## EXERCISE GOAL:
Reproduce the entries shown below only from the line with "You are a GUI" down to the line with "Image resolution: width=747", keeping both end lines and copying each one exactly.

## SOURCE INFORMATION:
--*--

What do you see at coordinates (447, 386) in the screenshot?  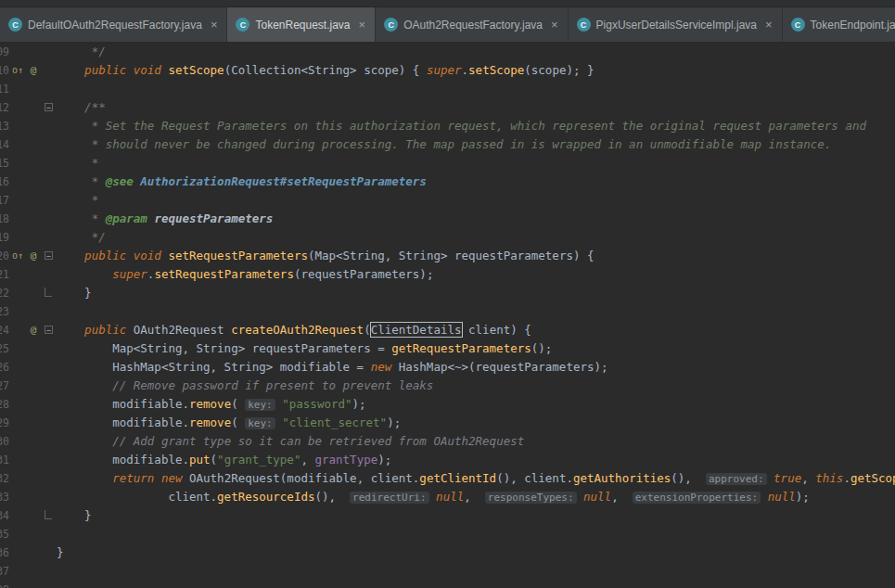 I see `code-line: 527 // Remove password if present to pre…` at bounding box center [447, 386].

--*--

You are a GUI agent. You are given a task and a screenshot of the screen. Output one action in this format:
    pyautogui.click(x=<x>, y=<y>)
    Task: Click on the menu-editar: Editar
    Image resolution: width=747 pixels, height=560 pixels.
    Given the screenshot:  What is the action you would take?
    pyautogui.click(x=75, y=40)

--*--

## SOLUTION BELOW:
You are a GUI agent. You are given a task and a screenshot of the screen. Output one action in this format:
    pyautogui.click(x=<x>, y=<y>)
    Task: Click on the menu-editar: Editar
    Image resolution: width=747 pixels, height=560 pixels.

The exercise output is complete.